Mythology Course Comparitive Essay on Celtic and Germanic Cultures Mythology Course Comparitive Essay on Celtic and Germanic Cultures Most of our knowledge of early Celtic culture comes from Latin historians and from an extensive body of early Irish texts composed between 700 and 1000 AD. These include native law texts as well as heroic prose narratives and intricately crafted rhymed verse in hundreds of different meters. There are a few early texts from Celtic Wales as well, but paradoxically most of the surviving Welsh stories about the legendary Celtic king Arthur are translations from earlier French or English stories based on lost Celtic originals. Marie de France, founder of the Romance tradition in England, based her poetic narratives on folklore from Brittany, a Celtic region of France, but none of her Celtic originals survive. The earliest stories about Arthur were probably much like the Irish stories about the kingdoms of Ulster and Connacht, which feature kings Conchobor and Ailill and Queen Medb (whose name is Anglicized to Maeve or Mab). The boy superhero CuChulainn plays a prominent role in these stories, and many other characters seem to have godlike powers, leading some researchers to speculate that they were survivors from pre-Christian Celtic mythology whose humanized representations were inoffensive to the Church.
Modern readers used to male-gendered heroes may be surprised to discover that Maeve was as redoubtable a warrior as her husband and that CuChulainns martial arts instructor was a British woman named Scathach (the Shadow). A woman warrior well documented in the historical record is the British Celt Boudicca, who led a devastating attack on Roman colonial troops. In addition to marvelous heroic tales, early Irish literature boasts poems of remarkable sophistication by well-educated intellectuals. There are a number of secular love poems, some dealing with romantic involvements between ordinary mortals and men or women from fairyland, a remote parallel world inhabited by undying humanoids about as tall as human beings or perhaps a bit taller (not the tiny winged creatures of Shakespeare). Many early Irish lyrics are written from the viewpoint of the monastic Christian hermits who took up solitary residence in isolated forest huts or set out at random on the ocean in small boats that drifted to remote island retreats. A prominent feature of Irish monastic poems is a love of nature that would be hard to duplicate in English verse before the Romantic period.

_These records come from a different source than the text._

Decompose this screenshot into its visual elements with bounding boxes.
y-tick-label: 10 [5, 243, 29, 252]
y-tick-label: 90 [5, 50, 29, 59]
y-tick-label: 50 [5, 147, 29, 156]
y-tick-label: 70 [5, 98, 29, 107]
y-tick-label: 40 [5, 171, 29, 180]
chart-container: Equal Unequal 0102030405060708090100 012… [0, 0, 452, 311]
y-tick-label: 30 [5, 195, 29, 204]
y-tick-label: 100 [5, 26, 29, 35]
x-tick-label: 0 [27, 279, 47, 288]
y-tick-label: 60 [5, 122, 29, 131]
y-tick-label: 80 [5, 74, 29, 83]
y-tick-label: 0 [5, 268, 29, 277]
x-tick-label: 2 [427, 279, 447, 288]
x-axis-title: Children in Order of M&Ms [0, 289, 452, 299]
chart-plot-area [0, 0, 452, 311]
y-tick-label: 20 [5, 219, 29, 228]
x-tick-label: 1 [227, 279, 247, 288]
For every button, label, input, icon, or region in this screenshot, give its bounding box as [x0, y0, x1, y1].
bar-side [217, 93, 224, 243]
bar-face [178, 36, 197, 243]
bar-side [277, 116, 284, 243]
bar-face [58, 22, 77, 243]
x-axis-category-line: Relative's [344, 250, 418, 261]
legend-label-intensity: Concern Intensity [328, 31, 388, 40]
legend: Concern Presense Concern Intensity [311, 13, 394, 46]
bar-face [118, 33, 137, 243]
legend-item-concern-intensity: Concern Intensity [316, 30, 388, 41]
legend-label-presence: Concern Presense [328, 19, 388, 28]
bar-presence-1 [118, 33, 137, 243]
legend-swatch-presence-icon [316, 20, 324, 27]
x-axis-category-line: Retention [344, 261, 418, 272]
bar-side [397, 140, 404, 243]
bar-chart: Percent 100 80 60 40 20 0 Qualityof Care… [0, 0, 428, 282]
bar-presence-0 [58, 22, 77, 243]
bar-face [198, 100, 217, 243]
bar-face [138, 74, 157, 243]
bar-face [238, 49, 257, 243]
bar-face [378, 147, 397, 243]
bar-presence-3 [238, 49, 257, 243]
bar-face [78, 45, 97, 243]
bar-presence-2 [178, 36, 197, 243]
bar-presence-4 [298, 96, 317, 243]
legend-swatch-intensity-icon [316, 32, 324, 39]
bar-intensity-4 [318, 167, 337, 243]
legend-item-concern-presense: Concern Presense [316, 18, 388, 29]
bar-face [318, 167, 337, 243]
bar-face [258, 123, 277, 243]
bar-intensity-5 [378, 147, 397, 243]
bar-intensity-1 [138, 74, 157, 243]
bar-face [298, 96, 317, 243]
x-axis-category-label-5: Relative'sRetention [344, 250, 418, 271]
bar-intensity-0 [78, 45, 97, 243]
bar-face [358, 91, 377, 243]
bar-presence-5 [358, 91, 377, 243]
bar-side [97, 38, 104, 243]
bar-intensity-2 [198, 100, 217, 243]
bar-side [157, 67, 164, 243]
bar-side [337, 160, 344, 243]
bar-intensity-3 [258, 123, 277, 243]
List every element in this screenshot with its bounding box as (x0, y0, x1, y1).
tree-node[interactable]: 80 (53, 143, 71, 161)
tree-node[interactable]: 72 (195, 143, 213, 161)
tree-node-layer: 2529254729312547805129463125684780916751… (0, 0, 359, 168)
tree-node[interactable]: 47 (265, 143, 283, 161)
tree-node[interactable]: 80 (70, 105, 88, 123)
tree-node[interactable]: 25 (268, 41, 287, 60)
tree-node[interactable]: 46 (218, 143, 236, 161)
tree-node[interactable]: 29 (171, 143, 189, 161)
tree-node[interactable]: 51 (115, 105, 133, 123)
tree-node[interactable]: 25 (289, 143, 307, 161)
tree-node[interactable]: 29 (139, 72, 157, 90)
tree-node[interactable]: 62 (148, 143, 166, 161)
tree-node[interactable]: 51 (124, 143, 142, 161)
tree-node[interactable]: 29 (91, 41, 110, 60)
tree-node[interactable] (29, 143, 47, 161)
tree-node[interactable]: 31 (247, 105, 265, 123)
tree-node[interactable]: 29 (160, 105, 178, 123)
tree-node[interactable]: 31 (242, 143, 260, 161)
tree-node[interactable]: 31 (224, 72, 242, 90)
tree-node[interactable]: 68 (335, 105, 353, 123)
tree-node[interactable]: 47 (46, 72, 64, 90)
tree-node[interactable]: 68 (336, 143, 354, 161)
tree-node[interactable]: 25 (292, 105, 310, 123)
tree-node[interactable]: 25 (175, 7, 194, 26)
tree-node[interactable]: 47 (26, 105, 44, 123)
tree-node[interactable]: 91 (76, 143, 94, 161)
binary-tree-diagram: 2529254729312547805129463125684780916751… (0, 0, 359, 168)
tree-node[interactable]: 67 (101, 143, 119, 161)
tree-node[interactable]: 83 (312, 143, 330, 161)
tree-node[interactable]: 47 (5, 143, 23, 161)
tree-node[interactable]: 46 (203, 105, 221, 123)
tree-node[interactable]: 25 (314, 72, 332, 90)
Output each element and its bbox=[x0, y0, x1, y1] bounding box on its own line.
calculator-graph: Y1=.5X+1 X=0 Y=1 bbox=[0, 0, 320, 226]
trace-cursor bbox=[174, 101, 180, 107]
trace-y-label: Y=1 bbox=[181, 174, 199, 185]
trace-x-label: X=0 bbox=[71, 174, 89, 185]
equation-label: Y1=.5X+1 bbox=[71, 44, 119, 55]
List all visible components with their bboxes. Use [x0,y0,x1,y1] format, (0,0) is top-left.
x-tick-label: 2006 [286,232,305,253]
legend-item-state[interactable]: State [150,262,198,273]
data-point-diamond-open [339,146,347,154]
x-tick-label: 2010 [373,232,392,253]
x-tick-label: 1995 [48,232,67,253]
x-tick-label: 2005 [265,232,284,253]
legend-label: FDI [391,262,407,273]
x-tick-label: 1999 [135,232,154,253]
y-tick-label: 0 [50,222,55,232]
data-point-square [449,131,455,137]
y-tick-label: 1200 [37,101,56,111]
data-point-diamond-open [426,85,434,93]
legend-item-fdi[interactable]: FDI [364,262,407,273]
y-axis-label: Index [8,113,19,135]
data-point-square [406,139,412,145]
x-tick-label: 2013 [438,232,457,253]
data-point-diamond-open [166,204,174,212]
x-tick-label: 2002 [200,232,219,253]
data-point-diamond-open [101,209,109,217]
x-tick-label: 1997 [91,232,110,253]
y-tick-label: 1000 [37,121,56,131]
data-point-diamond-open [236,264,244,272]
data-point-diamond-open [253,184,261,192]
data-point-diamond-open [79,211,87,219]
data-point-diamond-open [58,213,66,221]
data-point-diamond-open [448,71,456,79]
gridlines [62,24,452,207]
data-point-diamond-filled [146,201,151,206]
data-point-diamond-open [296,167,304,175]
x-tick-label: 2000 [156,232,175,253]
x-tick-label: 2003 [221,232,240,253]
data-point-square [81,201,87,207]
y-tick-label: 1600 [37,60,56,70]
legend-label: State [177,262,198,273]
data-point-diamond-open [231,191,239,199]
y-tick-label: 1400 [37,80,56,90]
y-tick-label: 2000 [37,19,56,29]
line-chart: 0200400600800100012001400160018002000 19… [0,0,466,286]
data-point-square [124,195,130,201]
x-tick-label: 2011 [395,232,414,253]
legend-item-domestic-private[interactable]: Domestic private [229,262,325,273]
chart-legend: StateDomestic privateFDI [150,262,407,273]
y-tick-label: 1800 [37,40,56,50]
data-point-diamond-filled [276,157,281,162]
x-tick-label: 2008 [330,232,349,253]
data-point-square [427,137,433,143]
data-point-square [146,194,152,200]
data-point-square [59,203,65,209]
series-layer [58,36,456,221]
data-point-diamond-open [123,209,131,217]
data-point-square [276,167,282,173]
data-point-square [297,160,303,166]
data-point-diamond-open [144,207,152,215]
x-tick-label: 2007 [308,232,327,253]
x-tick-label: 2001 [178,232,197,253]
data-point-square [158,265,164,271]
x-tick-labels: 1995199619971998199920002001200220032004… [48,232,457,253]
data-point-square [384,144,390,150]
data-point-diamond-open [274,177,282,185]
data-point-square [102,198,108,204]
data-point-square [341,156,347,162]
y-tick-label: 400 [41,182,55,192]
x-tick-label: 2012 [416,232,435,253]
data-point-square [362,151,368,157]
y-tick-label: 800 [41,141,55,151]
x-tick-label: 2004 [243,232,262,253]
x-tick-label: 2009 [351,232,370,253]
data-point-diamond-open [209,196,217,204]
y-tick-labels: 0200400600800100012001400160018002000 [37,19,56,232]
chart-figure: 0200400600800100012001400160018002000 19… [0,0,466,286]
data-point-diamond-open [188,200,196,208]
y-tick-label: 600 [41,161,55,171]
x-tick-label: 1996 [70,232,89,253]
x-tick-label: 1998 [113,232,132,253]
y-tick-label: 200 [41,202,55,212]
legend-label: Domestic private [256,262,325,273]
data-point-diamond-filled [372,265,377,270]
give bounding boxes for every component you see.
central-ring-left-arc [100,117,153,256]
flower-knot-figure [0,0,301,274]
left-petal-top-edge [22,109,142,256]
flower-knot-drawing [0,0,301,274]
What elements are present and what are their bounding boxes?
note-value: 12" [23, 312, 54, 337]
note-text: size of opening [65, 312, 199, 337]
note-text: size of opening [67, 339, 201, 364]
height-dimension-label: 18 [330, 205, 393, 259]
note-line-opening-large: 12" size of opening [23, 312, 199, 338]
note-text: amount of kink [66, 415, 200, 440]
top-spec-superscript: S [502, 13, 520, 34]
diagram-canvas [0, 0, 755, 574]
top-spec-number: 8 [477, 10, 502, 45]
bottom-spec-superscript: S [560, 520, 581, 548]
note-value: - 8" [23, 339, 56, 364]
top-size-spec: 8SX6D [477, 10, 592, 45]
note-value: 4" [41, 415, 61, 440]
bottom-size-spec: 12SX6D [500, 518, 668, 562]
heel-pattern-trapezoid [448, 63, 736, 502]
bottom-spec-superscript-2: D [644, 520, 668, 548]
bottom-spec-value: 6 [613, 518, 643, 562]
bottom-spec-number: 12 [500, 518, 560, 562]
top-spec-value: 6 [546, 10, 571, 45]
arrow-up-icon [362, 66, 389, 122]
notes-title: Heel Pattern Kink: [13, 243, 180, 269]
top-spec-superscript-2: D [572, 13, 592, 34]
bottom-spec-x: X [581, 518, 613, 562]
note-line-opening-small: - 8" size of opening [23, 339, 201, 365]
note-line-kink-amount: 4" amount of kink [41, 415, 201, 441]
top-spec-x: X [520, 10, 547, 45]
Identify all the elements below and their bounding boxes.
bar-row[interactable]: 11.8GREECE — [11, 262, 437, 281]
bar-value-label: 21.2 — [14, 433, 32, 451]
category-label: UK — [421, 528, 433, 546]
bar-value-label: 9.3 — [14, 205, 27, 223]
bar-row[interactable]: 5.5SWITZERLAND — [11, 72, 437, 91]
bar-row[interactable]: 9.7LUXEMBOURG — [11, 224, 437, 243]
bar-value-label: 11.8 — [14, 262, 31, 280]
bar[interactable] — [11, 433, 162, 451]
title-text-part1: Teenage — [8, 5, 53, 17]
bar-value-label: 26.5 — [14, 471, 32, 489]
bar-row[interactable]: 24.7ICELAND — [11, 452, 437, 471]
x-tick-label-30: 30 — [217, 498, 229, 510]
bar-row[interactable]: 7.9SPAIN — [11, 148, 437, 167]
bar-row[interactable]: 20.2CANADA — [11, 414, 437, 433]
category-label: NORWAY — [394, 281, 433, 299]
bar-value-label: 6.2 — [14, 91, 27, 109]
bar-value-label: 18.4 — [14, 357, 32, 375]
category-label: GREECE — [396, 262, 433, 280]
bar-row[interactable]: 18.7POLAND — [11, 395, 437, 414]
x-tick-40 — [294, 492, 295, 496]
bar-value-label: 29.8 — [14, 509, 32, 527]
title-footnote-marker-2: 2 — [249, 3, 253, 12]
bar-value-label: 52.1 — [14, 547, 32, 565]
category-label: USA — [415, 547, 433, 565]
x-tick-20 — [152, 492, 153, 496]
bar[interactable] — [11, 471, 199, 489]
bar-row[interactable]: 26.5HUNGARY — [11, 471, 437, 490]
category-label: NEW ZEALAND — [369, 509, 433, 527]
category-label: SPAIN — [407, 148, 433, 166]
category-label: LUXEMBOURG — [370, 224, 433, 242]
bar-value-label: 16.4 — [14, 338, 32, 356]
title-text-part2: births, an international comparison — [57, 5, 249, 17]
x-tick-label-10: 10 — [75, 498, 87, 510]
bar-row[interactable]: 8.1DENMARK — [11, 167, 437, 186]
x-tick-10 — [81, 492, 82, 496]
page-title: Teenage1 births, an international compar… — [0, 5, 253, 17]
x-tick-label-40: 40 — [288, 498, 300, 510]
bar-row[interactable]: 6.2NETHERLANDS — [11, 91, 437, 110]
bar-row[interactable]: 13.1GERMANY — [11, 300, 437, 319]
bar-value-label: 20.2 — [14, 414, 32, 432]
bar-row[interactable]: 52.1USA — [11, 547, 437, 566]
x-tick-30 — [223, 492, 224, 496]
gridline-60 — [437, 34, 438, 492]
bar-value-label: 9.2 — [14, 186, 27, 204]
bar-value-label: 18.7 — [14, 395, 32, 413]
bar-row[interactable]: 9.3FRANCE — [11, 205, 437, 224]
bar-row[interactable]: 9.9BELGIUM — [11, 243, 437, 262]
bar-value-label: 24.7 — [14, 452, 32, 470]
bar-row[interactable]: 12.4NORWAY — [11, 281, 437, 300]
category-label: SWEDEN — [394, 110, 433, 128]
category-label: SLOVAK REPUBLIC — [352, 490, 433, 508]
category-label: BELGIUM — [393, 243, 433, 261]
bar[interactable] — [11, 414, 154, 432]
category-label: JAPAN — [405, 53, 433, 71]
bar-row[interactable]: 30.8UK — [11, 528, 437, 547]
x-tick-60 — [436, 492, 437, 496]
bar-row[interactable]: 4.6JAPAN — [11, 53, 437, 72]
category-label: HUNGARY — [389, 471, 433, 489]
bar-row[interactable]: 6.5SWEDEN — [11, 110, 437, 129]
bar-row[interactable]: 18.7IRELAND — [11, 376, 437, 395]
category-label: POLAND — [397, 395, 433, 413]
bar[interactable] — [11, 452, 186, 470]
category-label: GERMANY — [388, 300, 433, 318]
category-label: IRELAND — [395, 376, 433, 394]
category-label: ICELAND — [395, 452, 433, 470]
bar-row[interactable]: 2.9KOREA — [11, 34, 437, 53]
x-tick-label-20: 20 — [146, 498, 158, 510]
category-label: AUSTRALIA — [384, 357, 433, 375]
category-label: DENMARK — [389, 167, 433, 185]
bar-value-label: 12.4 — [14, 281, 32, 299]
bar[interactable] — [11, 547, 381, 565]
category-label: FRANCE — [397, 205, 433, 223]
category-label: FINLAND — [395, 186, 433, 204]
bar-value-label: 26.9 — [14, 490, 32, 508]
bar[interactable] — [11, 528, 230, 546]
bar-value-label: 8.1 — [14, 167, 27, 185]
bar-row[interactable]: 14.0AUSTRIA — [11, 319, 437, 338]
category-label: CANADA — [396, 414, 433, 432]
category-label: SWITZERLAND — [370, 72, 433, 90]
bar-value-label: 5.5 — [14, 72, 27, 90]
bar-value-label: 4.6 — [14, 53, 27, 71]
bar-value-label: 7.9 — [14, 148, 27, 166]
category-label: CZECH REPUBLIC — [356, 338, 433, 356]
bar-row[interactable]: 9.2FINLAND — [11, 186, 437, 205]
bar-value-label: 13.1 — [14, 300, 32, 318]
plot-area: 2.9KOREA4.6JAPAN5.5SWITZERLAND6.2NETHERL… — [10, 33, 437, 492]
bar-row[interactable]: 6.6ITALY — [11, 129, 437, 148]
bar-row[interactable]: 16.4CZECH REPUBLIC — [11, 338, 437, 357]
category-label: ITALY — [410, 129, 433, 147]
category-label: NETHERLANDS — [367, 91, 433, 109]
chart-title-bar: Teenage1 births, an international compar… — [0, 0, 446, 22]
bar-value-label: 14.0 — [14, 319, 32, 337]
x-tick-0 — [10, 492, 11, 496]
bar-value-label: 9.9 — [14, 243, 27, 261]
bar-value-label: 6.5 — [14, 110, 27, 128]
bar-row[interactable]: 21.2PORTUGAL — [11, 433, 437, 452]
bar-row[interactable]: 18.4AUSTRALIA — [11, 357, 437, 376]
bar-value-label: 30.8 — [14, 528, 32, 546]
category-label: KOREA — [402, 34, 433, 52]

One hermit bard claims that the natural flora and fauna around his humble dwelling equal the glory of any royal court, using his descriptive powers to prove it. A few passages of Irish heroic poetry that survive from the prehistoric period employ an alliterative line very much like the one used by Old English poets. Some researchers attribute this similarity to early cultural sharing between the Celtic and Germanic peoples; others think that alliterative meter dated from a period before Celtic and Germanic had differentiated from each other. Alliterative meter also seems to predominate in the very earliest texts from the third western branch of Indo-European, Italic. We tend to associate Latin verse with the meter of Virgils Aeneid (dactylic hexameter), but this is a Greek meter, and was not used by the Romans until their military conquest of Greece brought them into contact with the poetry of Homer and Sappho.
The Latin alliterative charm for fruitful land quoted in an agricultural treatise by Cato looks more like Beowulf than like the Aeneid.